Why This Topic Landed in Japan

The Mainichi Shimbun ran a piece arguing that Muslim (Islamic) burial "does not violate" Japanese culture, even though cremation accounts for 99.9% of funerals in Japan. Plans for Islamic burial grounds in places such as Hiji, Oita Prefecture, have drawn concern from local residents worried about soil and water contamination, so a major newspaper taking the defending side touched off a heated argument over multicultural coexistence, public-health risk, and whether residents' wishes were being ignored. The 99.9% cremation norm and hygiene fears fused with a strong "do as the locals do" instinct, and the sense that a paper that usually says "listen to residents" was ignoring them here amplified the anger.

Key Reaction Themes

  • Hygiene and environmental concern — Cremation is treated as a public-health achievement, and burial is seen as a soil- and water-contamination risk.
  • The "when in Rome" norm — A majority view that those living in Japan should follow Japan's rules, and if not, do it in their home country.
  • Distrust of the media — The Mainichi's defense was attacked as "ignoring residents" and a "double standard."

What Japanese Netizens Are Saying

Backlash against the Mainichi's defense of Muslim burial

Against the major paper's pro-burial framing, rejection became almost uniform — driven by hygiene, social norms, and media distrust.

Comments:

  • "Then what's the problem with cremating Muslims?

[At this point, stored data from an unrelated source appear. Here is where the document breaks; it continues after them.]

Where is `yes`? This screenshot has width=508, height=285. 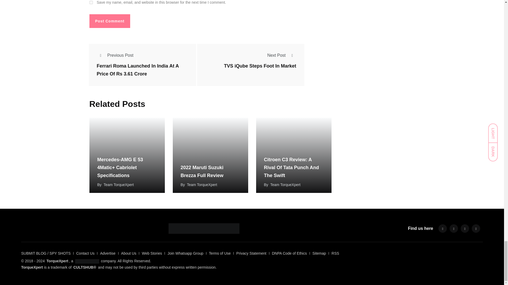
yes is located at coordinates (91, 3).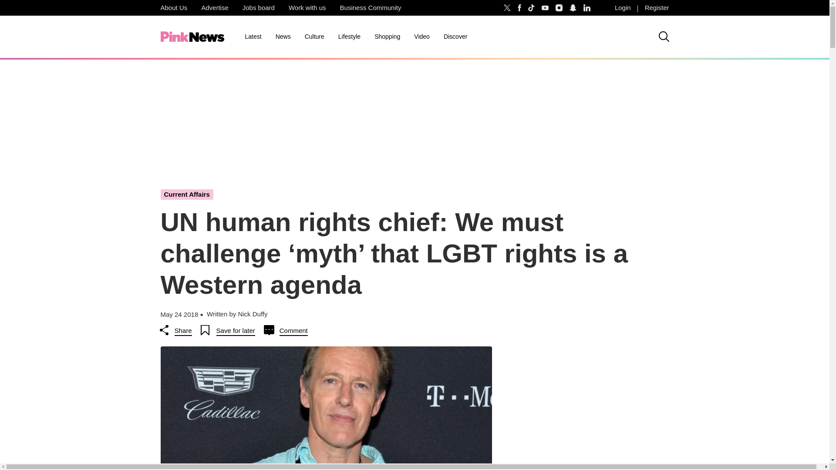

If they want burial, they can do it in their home country."
  • "It's simply unhygienic."
  • "No — the locals don't want it, and that's the answer."
  • "Yeah, it should be properly banned by law."
  • "Let's bury the bodies on the Mainichi Shimbun's own property."
  • "Normally they act all liberal and say 'listen to the local residents,' but this is too convenient. That's exactly why they're hopeless."
  • "Reciprocity is the basic principle. Islam itself isn't about multicultural coexistence, so Japan has no need to accommodate it either."
  • "When in Rome, do as the Romans do."
  • "The climate doesn't suit it. It'll cause epidemics."
  • "If they don't like cremation, they're welcome to scatter the ashes at sea."